It’s been a long recovery for U.S. states and cities, thanks in no small part to the trillions in retirement-benefit debt weighing down their balance sheets. As the Obama administration has noted in each of the last three editions of its “Economic Report of the President,” public pension obligations relative to revenue are at a 50-year high. Costs have been rising more rapidly than revenues, crowding out space in government budgets that should be going to services.
But the problem is not simply overly generous benefits. Pension-cost volatility is also a function of governments’ heavy reliance on the stock market to fund long-term benefit promises. To stabilize budgets, debate over pension reform will have to focus on how benefits are financed, as well as how much is promised in the first place.

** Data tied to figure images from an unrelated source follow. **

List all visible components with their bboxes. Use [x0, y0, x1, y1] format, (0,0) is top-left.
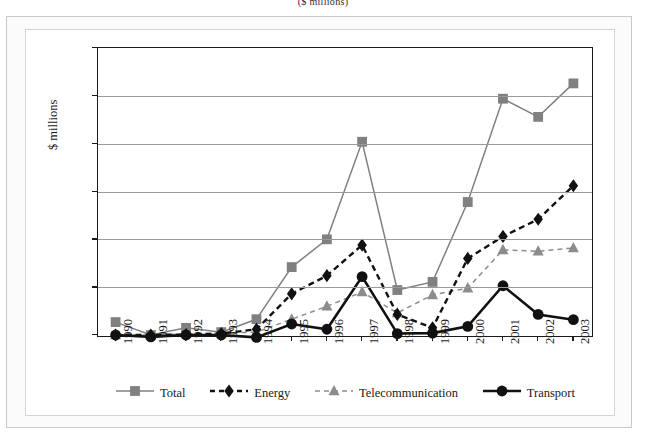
- data-point: [322, 269, 332, 282]
- x-tick-mark: [537, 337, 538, 341]
- data-point: [533, 213, 543, 226]
- gridline: [98, 144, 592, 145]
- x-tick-label: 1998: [402, 319, 417, 344]
- data-point: [357, 137, 367, 147]
- data-point: [568, 242, 579, 252]
- x-tick-mark: [220, 337, 221, 341]
- x-tick-label: 1990: [121, 319, 136, 344]
- x-tick-mark: [291, 337, 292, 341]
- circle-marker-icon: [482, 383, 522, 403]
- chart-legend: TotalEnergyTelecommunicationTransport: [97, 383, 593, 403]
- x-tick-label: 1999: [438, 319, 453, 344]
- data-point: [286, 319, 297, 330]
- plot-area: [97, 47, 593, 337]
- legend-item-total[interactable]: Total: [115, 383, 186, 403]
- data-point: [498, 230, 508, 243]
- legend-label: Energy: [254, 386, 290, 401]
- x-tick-mark: [255, 337, 256, 341]
- x-tick-label: 1995: [297, 319, 312, 344]
- gridline: [98, 192, 592, 193]
- data-point: [568, 78, 578, 88]
- data-point: [463, 197, 473, 207]
- x-tick-mark: [432, 337, 433, 341]
- x-tick-mark: [150, 337, 151, 341]
- x-tick-mark: [326, 337, 327, 341]
- gridline: [98, 96, 592, 97]
- data-point: [393, 308, 403, 321]
- x-tick-label: 2001: [508, 319, 523, 344]
- square-marker-icon: [115, 383, 155, 403]
- x-tick-label: 2000: [473, 319, 488, 344]
- x-tick-mark: [572, 337, 573, 341]
- gridline: [98, 239, 592, 240]
- legend-label: Total: [160, 386, 186, 401]
- legend-item-telecommunication[interactable]: Telecommunication: [314, 383, 458, 403]
- legend-label: Transport: [527, 386, 575, 401]
- x-tick-label: 1997: [367, 319, 382, 344]
- x-tick-mark: [115, 337, 116, 341]
- gridline: [98, 287, 592, 288]
- x-tick-label: 2002: [543, 319, 558, 344]
- x-tick-label: 1996: [332, 319, 347, 344]
- data-point: [427, 289, 438, 299]
- x-tick-mark: [467, 337, 468, 341]
- data-point: [497, 244, 508, 254]
- data-point: [287, 262, 297, 272]
- y-axis-label: $ millions: [46, 100, 61, 150]
- data-point: [533, 309, 544, 320]
- x-tick-label: 1992: [191, 319, 206, 344]
- diamond-marker-icon: [209, 383, 249, 403]
- data-point: [462, 321, 473, 332]
- x-tick-mark: [361, 337, 362, 341]
- line-chart: $ millions 3 0002 5002 0001 5001 0005000…: [0, 0, 646, 437]
- x-tick-label: 1993: [226, 319, 241, 344]
- data-point: [357, 271, 368, 282]
- legend-item-transport[interactable]: Transport: [482, 383, 575, 403]
- x-tick-label: 2003: [578, 319, 593, 344]
- x-tick-mark: [185, 337, 186, 341]
- data-point: [111, 317, 121, 327]
- data-point: [533, 112, 543, 122]
- data-point: [252, 314, 262, 324]
- chart-page: ($ millions) $ millions 3 0002 5002 0001…: [0, 0, 646, 437]
- series-energy: [111, 179, 578, 341]
- data-point: [428, 277, 438, 287]
- x-tick-label: 1994: [261, 319, 276, 344]
- triangle-marker-icon: [314, 383, 354, 403]
- data-point: [321, 324, 332, 335]
- legend-label: Telecommunication: [359, 386, 458, 401]
- legend-item-energy[interactable]: Energy: [209, 383, 290, 403]
- x-tick-mark: [396, 337, 397, 341]
- data-point: [498, 280, 509, 291]
- x-tick-label: 1991: [156, 319, 171, 344]
- x-tick-mark: [502, 337, 503, 341]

Pension-funding policy is a child of the bull market. Over the last 30 years, the amount of government pension-fund assets held in cash and (conservative) fixed-income investments has dropped, from around 80 percent to 25 percent.

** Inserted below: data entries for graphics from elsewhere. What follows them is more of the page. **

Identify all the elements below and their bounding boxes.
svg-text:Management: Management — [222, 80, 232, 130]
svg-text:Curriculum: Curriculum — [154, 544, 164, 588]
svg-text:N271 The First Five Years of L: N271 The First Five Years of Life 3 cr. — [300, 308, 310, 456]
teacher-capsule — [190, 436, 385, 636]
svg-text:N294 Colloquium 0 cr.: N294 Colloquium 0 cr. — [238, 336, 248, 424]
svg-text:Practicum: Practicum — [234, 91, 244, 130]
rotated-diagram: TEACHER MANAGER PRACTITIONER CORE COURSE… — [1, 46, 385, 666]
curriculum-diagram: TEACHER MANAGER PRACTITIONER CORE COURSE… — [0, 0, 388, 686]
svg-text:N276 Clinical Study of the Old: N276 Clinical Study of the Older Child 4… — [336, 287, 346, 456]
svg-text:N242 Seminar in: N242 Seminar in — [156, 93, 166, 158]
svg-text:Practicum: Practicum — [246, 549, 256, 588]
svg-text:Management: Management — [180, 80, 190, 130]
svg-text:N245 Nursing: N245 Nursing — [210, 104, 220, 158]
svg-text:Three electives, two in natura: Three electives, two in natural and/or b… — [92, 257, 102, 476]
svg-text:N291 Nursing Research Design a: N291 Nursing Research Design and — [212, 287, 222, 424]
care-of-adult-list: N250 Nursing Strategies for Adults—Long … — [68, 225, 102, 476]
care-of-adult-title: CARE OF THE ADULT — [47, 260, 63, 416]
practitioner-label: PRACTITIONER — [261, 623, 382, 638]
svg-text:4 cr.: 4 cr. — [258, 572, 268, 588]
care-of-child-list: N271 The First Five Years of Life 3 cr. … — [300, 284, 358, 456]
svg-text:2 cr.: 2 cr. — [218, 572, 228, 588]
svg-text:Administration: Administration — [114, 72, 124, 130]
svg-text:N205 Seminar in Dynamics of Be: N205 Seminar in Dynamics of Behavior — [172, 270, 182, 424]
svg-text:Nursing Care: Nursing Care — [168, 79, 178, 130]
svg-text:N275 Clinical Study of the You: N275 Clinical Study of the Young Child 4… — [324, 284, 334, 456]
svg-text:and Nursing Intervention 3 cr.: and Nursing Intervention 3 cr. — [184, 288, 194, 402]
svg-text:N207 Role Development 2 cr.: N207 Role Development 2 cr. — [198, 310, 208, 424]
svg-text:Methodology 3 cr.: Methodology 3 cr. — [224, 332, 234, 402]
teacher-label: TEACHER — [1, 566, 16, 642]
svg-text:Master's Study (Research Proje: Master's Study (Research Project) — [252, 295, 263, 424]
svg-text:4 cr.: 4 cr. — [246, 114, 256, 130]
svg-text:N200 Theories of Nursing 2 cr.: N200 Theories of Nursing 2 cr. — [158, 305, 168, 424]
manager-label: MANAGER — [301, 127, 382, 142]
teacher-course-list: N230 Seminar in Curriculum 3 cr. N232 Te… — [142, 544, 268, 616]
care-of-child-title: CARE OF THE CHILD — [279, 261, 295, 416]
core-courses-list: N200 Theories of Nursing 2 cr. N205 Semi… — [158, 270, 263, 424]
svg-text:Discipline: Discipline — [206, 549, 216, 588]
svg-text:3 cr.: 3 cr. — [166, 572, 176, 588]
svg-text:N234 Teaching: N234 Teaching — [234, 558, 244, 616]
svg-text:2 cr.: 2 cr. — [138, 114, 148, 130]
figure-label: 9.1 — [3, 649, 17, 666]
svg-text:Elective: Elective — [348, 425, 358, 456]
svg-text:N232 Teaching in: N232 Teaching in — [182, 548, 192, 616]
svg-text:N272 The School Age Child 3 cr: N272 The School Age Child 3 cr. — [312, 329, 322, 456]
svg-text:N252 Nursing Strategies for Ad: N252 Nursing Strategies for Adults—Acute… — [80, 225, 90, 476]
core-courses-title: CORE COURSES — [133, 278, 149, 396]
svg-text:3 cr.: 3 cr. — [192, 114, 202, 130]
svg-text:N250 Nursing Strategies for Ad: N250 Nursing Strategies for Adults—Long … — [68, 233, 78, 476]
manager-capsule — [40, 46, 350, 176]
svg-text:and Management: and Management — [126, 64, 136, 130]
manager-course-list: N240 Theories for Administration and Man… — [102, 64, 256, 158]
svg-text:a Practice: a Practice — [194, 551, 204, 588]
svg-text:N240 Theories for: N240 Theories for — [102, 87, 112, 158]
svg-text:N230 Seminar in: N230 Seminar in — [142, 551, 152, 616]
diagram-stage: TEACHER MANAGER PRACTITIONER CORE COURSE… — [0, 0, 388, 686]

Government portfolios pushed into riskier, higher-yield investments, such as stocks and hedge funds, as a way to keep benefits robust while minimizing the cost to employees and taxpayers. For a while, the strategy worked. At the peak of the dotcom bubble, many state and local pension funds were overfunded: assets on hand exceeded the amount of benefits promised, according to official government accounting standards.
But reliance on risky investments is not cost-free. Overfunding led many governments, most notoriously California, to increase benefits under the mistaken assumption that the good times would last forever. And, as a result of America’s two recent stock market collapses, states’ and cities’ pension expenditures rose from 2.3 percent to 4 percent of general revenues during 2002-2013. That gap represents nearly $50 billion in annual revenues that, instead of bolstering public safety, education and infrastructure, must go to backfilling pension obligations.

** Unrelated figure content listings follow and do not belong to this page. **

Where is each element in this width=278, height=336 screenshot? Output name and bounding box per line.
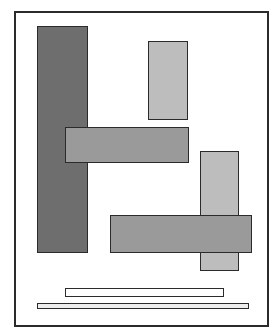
thin-bar-lower <box>37 303 249 309</box>
medium-horizontal-rect-bottom <box>110 215 252 253</box>
medium-horizontal-rect-top <box>65 127 189 163</box>
light-vertical-rect-top <box>148 41 188 120</box>
thin-bar-upper <box>65 288 224 297</box>
light-vertical-rect-right <box>200 151 239 271</box>
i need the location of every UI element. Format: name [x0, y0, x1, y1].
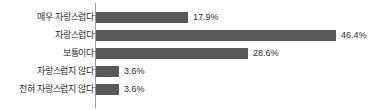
- bar-value-label: 3.6%: [124, 80, 145, 98]
- bar-row: 자랑스럽다 46.4%: [0, 26, 385, 44]
- bar-value-label: 17.9%: [193, 8, 219, 26]
- bar: [96, 48, 248, 59]
- category-label: 자랑스럽지 않다: [2, 62, 94, 80]
- category-label: 자랑스럽다: [2, 26, 94, 44]
- bar-row: 자랑스럽지 않다 3.6%: [0, 62, 385, 80]
- bar-row: 매우 자랑스럽다 17.9%: [0, 8, 385, 26]
- bar-value-label: 3.6%: [124, 62, 145, 80]
- bar: [96, 84, 119, 95]
- category-label: 전혀 자랑스럽지 않다: [2, 80, 94, 98]
- bar: [96, 12, 188, 23]
- bar: [96, 30, 336, 41]
- bar: [96, 66, 119, 77]
- bar-value-label: 46.4%: [341, 26, 367, 44]
- horizontal-bar-chart: 매우 자랑스럽다 17.9% 자랑스럽다 46.4% 보통이다 28.6%: [0, 0, 385, 111]
- plot-area: 매우 자랑스럽다 17.9% 자랑스럽다 46.4% 보통이다 28.6%: [0, 0, 385, 111]
- bar-row: 전혀 자랑스럽지 않다 3.6%: [0, 80, 385, 98]
- category-label: 보통이다: [2, 44, 94, 62]
- bar-value-label: 28.6%: [253, 44, 279, 62]
- category-label: 매우 자랑스럽다: [2, 8, 94, 26]
- bar-row: 보통이다 28.6%: [0, 44, 385, 62]
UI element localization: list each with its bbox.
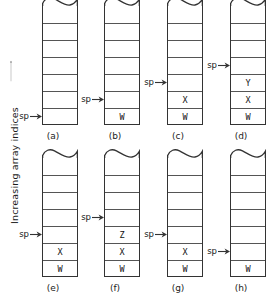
panel-caption: (e): [22, 283, 84, 293]
stack-slot-value: W: [57, 264, 62, 274]
stack-slot: [43, 108, 77, 125]
panel-caption: (h): [210, 283, 272, 293]
stack-pointer-label: sp: [19, 112, 29, 121]
stack-cells: W: [104, 6, 140, 125]
stack-slot: [168, 74, 202, 91]
stack-pointer-sp: sp: [74, 93, 104, 107]
stack-slot: [168, 40, 202, 57]
stack-slot: [168, 175, 202, 192]
stack-pointer-sp: sp: [74, 211, 104, 225]
stack-panel-g: XWsp(g): [147, 152, 209, 304]
stack-pointer-sp: sp: [137, 228, 167, 242]
stack-slot: [231, 243, 265, 260]
stack-slot: W: [168, 108, 202, 125]
right-arrow-icon: [92, 213, 104, 222]
stack-slot: [105, 6, 139, 23]
stack-panel-a: sp(a): [22, 0, 84, 152]
stack-slot-value: Y: [245, 78, 250, 88]
stack-slot: W: [105, 260, 139, 277]
stack-pointer-label: sp: [144, 230, 154, 239]
stack-slot: W: [105, 108, 139, 125]
stack-pointer-label: sp: [19, 230, 29, 239]
stack-slot: Z: [105, 226, 139, 243]
stack-slot: W: [43, 260, 77, 277]
stack-slot-value: W: [182, 264, 187, 274]
stack-pointer-label: sp: [207, 247, 217, 256]
stack-slot: [43, 40, 77, 57]
stack-cells: XW: [167, 158, 203, 277]
stack-slot: [231, 209, 265, 226]
stack-slot-value: X: [182, 247, 187, 257]
stack-slot: [43, 226, 77, 243]
stack-cells: [42, 6, 78, 125]
stack-slot: [105, 57, 139, 74]
stack-slot: [105, 175, 139, 192]
right-arrow-icon: [218, 61, 230, 70]
right-arrow-icon: [30, 230, 42, 239]
stack-pointer-label: sp: [144, 78, 154, 87]
stack-slot: W: [168, 260, 202, 277]
stack-column: ZXW: [104, 158, 140, 278]
stack-slot: [43, 192, 77, 209]
stack-slot-value: X: [119, 247, 124, 257]
stack-slot-value: X: [245, 95, 250, 105]
stack-slot: Y: [231, 74, 265, 91]
stack-slot: [43, 209, 77, 226]
stack-figure: sp(a)Wsp(b)XWsp(c)YXWsp(d) XWsp(e)ZXWsp(…: [22, 0, 273, 305]
stack-slot: [168, 23, 202, 40]
figure-row-bottom: XWsp(e)ZXWsp(f)XWsp(g)Wsp(h): [22, 152, 273, 304]
stack-column: [42, 6, 78, 126]
stack-column: YXW: [230, 6, 266, 126]
stack-column: XW: [167, 158, 203, 278]
stack-cells: ZXW: [104, 158, 140, 277]
increasing-array-indices-axis: Increasing array indices: [0, 0, 22, 305]
stack-slot: [231, 192, 265, 209]
stack-column: XW: [42, 158, 78, 278]
panel-caption: (d): [210, 131, 272, 141]
stack-column: W: [104, 6, 140, 126]
stack-slot-value: W: [119, 264, 124, 274]
stack-pointer-sp: sp: [200, 59, 230, 73]
stack-pointer-sp: sp: [12, 110, 42, 124]
panel-caption: (f): [84, 283, 146, 293]
panel-caption: (g): [147, 283, 209, 293]
stack-slot: [231, 23, 265, 40]
stack-slot: [231, 57, 265, 74]
stack-slot: [43, 158, 77, 175]
stack-slot: [105, 158, 139, 175]
stack-slot: [168, 57, 202, 74]
stack-slot: X: [168, 243, 202, 260]
stack-slot-value: X: [182, 95, 187, 105]
stack-slot: [231, 226, 265, 243]
stack-slot: [105, 23, 139, 40]
stack-pointer-label: sp: [207, 61, 217, 70]
stack-cells: W: [230, 158, 266, 277]
stack-panel-e: XWsp(e): [22, 152, 84, 304]
stack-slot-value: W: [182, 112, 187, 122]
stack-pointer-label: sp: [81, 95, 91, 104]
stack-slot: [43, 57, 77, 74]
right-arrow-icon: [30, 112, 42, 121]
panel-caption: (c): [147, 131, 209, 141]
stack-slot: [43, 6, 77, 23]
stack-column: W: [230, 158, 266, 278]
stack-slot-value: Z: [119, 230, 124, 240]
right-arrow-icon: [155, 230, 167, 239]
stack-column: XW: [167, 6, 203, 126]
stack-slot: [105, 91, 139, 108]
stack-pointer-label: sp: [81, 213, 91, 222]
stack-slot: [105, 209, 139, 226]
stack-slot: [231, 40, 265, 57]
stack-slot: W: [231, 260, 265, 277]
stack-slot-value: W: [245, 112, 250, 122]
stack-slot: [43, 23, 77, 40]
stack-slot: [43, 74, 77, 91]
stack-panel-d: YXWsp(d): [210, 0, 272, 152]
figure-row-top: sp(a)Wsp(b)XWsp(c)YXWsp(d): [22, 0, 273, 152]
stack-slot: [105, 40, 139, 57]
stack-slot: [105, 74, 139, 91]
stack-slot: X: [168, 91, 202, 108]
stack-pointer-sp: sp: [200, 245, 230, 259]
stack-panel-h: Wsp(h): [210, 152, 272, 304]
panel-caption: (a): [22, 131, 84, 141]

In a recent paper, I calculate that state and local workforces — which, in contrast to private workforces, have yet to return to their pre-recession peak — would now be about 200,000 larger had pension spending not risen relative to revenues since 2008, and would be 500,000 larger if they had not risen relative to revenues since 2002.
Many states and cities have learned to make do with fewer employees; but this is not a victory for efficiency. Taxpayers’ burdens are still high and, because of pension debt, the costs are largely for past services rendered: today, we are paying more and getting proportionately less in terms of services.
Pension expenditures have kept escalating during recent years of growth, too. Though 2015 was a decent year by most economic indicators, such as job growth, public pension-plan investments must return 7 percent to 8 percent to merely keep pace with funding schedules. In 2015, they didn’t — returns were mediocre — so, in 2016, budgetary appropriations are going up. In other words, public pension-funding policy needs the economy to have a great year, not simply a good one.
Unions and other defenders of the status quo correctly point out that, since the subprime-mortgage crisis, virtually every state has reduced benefits. One of the more curious features of public-pension management is that taxpayers’ bills have kept going up even while pensions have become less generous. This is because the recent wave of reforms mostly addressed benefits not yet earned and, in many cases, for employees not yet hired. Yet states’ and cities’ most immediate challenge is how to fund promises already made, not determining benefits for teachers who will retire in 40 years.
That localities like Atlantic City and departments such as the Chicago Public Schools are on the verge of insolvency at a time of economic expansion suggests that Detroit will not be the last American city to go bankrupt. When the next downturn hits, solvent governments will also see their pension costs spike to recoup investment losses.
No one likes volatility: not households, corporations or governments. But it is especially vexing for states and cities — which we rely on to provide services in bad times as well as good — to see pension spending balloon as revenues contract; indeed, demand for some services, such as the public safety net, rises when the stock market falls.
To minimize volatility to government budgets, minimize their exposure to the stock market. This is one reason why conservatives warn against relying on the income tax. It is also why the public is poorly served by current state and local governments’ pension-funding policy.